Chapters

Cover

Foreword

Chapter One
In the Beginning

Chapter Two
Kinds of Spoons

Chapter Three
Gripping the Spoons
and Body Position

Chapter Four
Just Enough Music for
the Spoon Player

Chapter Five
Hitting the Beat and
Adding the Off-Beat

Chapter Six
Playing along
with the Music

Chapter Seven
Playing the Different Parts

Chapter Eight
Adding Variety
or Showing Off

Chapter Nine
Ready For Live Music

Chapter Ten
Off and Going
Where And When to Play

Chapter Eleven
That's It
There isn't Anymore

About the Author

You, Too, Can Play The Spoons

About the Author

 

Alan Claude Ferguson was born in 1923 into a pioneer family of the Ozarks in Willow Springs, Missouri. He was the second of four sons raised on a small Jersey dairy farm. He grew up in a close extended family with aunts and uncles and cousins by the dozen in a community wherein hardwork and fellowship were the orders of the day.

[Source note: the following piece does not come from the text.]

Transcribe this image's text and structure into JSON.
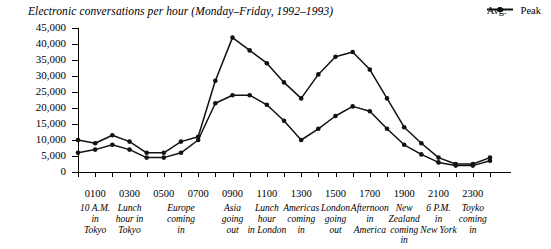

He grew up in an era wherein mosts wants and needs came from the resources at hand. Food for the table came from the farm and field and hard work. Much clothing came from the needle and thread and a great deal from feed and flour sacks. Entertainment, except for primitive radio, squawky Victrolas and silent movies was in the form of games, stories and self-produced music.That is where Claude learned to play the spoons.

Claude joined the United States Forest Service in 1940 as a Lookout on the Mark Twain National Forest in Missouri while a senior in high school. He also operated the Forest Service concession stand at Noblett Lake near Willow Springs and a float trip and guide service on the North Fork of the White River each summer.

After three years in the U.S. Navy as an Aviation Radio-Radar Operator and Gunner and Instructor during WW II, he returned to the Forest Service for 4-years. He then secured his B.S. in Forestry with Distinction from the University of Missouri in 1952.

Claude served in assignments on National Forests in Wisconsin, Illinois and Michigan and in the Forest Service Regional Office in Milwaukee, Wisconsin. He then served as Forest Supervisor of the Wayne (Ohio) and Hoosier (Indiana) National Forests with headquarters in Bedford, Indiana, where he enjoyed his retirement until he passed away June 15, 2006.